What Syria Reveals About the Future of War

What Syria Reveals About the Future of War
Turkish troops secure the Bursayah hill, which separates the Kurdish-held enclave of Afrin from the Turkey-controlled town of Azaz, Syria, Jan. 28, 2018 (AP photo).

Week by week, month by month, the horrific war in Syria grinds on, killing combatants from many countries and, most tragic of all, Syrian civilians—the unintended or, in many cases, intended victims of the warring parties. As Liz Sly and Loveday Morris wrote recently in The Washington Post, “A war that began with peaceful protests against President Bashar al-Assad is rapidly descending into a global scramble for control over what remains of the broken country of Syria, risking a wider conflict. Under skies crowded by the warplanes of half a dozen countries, an assortment of factions backed by rival powers are battling one another in a dizzying array of combinations.”

It’s easy to look at the Syrian war as uniquely horrible, the catastrophic result of geography, Assad’s craven brutality, the spread of jihadism and its malignant ideology, and foreign intervention. But in reality Syria is emblematic, a frightening window into the future of war.

Security experts have worked for years to understand the changing character of war, recognizing that only by understanding it can the world find solutions, or at least ways to mitigate violence. Inspired by the complex conflicts in the Balkans that followed the breakup of Yugoslavia in the 1990s, British academic Mary Kaldor, for instance, described what she called the “new wars” that she believed would dominate the post-Cold War security environment. These conflicts, Kaldor argued, would be fought by shifting combinations of states and nonstate actors. They would be based on identity factors like ethnicity or religion, rather than political ideology. The combatants would use fear and terror to control the population. And the combatants would finance their efforts through predation and crime, leading to “war economies” that give the combatants a vested interest in keeping the violence going.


PROMPT | An exact transcription of all the records is required, minus the images.

DATASET EXTRACT |
---+---

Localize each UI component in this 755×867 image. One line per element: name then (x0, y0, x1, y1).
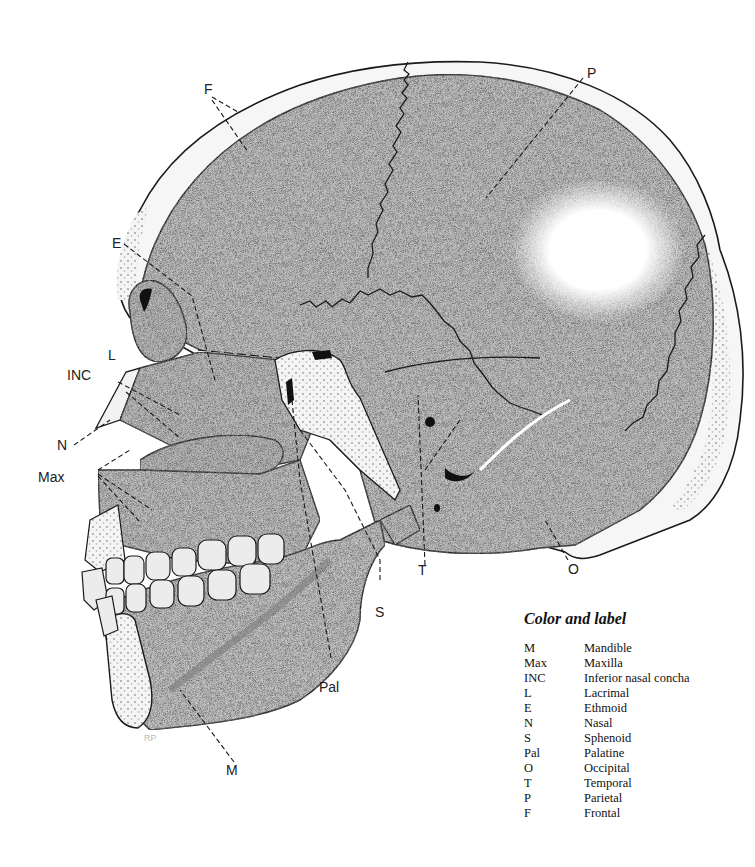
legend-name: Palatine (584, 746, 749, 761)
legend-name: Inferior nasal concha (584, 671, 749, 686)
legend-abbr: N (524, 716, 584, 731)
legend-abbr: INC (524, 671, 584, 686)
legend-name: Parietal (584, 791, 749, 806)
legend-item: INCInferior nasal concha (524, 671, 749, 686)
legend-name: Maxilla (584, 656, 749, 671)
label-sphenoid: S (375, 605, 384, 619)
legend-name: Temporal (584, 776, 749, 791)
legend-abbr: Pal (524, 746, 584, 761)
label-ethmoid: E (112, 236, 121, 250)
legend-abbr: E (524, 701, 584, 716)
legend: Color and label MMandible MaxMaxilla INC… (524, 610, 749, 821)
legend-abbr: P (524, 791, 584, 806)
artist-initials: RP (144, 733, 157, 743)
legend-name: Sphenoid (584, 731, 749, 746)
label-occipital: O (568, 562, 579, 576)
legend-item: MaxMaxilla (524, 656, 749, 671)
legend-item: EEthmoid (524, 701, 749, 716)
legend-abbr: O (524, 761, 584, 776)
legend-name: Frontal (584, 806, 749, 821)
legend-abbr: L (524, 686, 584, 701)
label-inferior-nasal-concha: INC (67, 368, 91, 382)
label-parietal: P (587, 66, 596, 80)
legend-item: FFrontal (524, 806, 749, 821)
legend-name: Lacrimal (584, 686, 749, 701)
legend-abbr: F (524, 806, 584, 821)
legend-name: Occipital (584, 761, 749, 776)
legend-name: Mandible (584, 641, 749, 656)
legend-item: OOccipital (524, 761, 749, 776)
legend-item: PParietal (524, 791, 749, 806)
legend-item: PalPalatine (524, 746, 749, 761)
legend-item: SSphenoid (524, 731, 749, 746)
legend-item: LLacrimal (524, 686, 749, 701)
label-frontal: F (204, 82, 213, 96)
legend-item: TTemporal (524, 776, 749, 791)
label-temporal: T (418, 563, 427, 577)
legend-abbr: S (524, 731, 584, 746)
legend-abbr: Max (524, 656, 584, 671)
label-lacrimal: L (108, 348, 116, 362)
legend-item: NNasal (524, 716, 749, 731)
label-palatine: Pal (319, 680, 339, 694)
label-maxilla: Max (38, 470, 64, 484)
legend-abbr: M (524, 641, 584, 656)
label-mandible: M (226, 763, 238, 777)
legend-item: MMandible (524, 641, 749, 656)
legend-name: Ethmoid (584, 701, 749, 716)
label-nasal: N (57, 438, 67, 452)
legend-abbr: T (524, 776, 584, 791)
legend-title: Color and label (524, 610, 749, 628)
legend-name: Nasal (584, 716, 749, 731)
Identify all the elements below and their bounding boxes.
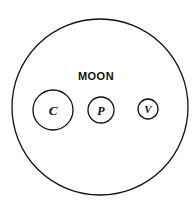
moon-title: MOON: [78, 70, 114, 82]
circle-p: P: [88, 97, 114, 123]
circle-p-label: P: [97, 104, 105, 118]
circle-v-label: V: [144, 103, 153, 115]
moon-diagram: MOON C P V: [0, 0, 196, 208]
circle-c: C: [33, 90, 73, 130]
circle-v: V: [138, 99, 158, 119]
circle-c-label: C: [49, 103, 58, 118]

---+---

RESPONSE BELOW |
Localize each UI component in this 755×867 image. One line per element: name then (x0, y0, x1, y1).
legend-name: Palatine (584, 746, 749, 761)
legend-name: Inferior nasal concha (584, 671, 749, 686)
legend-abbr: N (524, 716, 584, 731)
legend-abbr: INC (524, 671, 584, 686)
legend-name: Parietal (584, 791, 749, 806)
legend-item: INCInferior nasal concha (524, 671, 749, 686)
legend-name: Maxilla (584, 656, 749, 671)
label-sphenoid: S (375, 605, 384, 619)
legend-name: Temporal (584, 776, 749, 791)
legend-abbr: Pal (524, 746, 584, 761)
label-ethmoid: E (112, 236, 121, 250)
legend-abbr: E (524, 701, 584, 716)
legend: Color and label MMandible MaxMaxilla INC… (524, 610, 749, 821)
legend-abbr: P (524, 791, 584, 806)
artist-initials: RP (144, 733, 157, 743)
legend-name: Sphenoid (584, 731, 749, 746)
label-occipital: O (568, 562, 579, 576)
legend-item: MaxMaxilla (524, 656, 749, 671)
legend-item: EEthmoid (524, 701, 749, 716)
legend-abbr: O (524, 761, 584, 776)
legend-name: Frontal (584, 806, 749, 821)
legend-abbr: L (524, 686, 584, 701)
label-inferior-nasal-concha: INC (67, 368, 91, 382)
label-parietal: P (587, 66, 596, 80)
legend-item: FFrontal (524, 806, 749, 821)
legend-name: Lacrimal (584, 686, 749, 701)
legend-abbr: F (524, 806, 584, 821)
legend-name: Occipital (584, 761, 749, 776)
legend-name: Mandible (584, 641, 749, 656)
legend-item: OOccipital (524, 761, 749, 776)
legend-item: PParietal (524, 791, 749, 806)
legend-item: PalPalatine (524, 746, 749, 761)
legend-item: SSphenoid (524, 731, 749, 746)
legend-item: LLacrimal (524, 686, 749, 701)
label-frontal: F (204, 82, 213, 96)
legend-item: TTemporal (524, 776, 749, 791)
label-temporal: T (418, 563, 427, 577)
legend-abbr: S (524, 731, 584, 746)
legend-abbr: Max (524, 656, 584, 671)
label-lacrimal: L (108, 348, 116, 362)
legend-item: NNasal (524, 716, 749, 731)
label-palatine: Pal (319, 680, 339, 694)
label-maxilla: Max (38, 470, 64, 484)
legend-abbr: M (524, 641, 584, 656)
label-mandible: M (226, 763, 238, 777)
legend-item: MMandible (524, 641, 749, 656)
legend-name: Ethmoid (584, 701, 749, 716)
label-nasal: N (57, 438, 67, 452)
legend-abbr: T (524, 776, 584, 791)
legend-title: Color and label (524, 610, 749, 628)
legend-name: Nasal (584, 716, 749, 731)
Identify all the elements below and their bounding boxes.
moon-title: MOON: [78, 70, 114, 82]
circle-p: P: [88, 97, 114, 123]
circle-p-label: P: [97, 104, 105, 118]
circle-v-label: V: [144, 103, 153, 115]
moon-diagram: MOON C P V: [0, 0, 196, 208]
circle-c: C: [33, 90, 73, 130]
circle-v: V: [138, 99, 158, 119]
circle-c-label: C: [49, 103, 58, 118]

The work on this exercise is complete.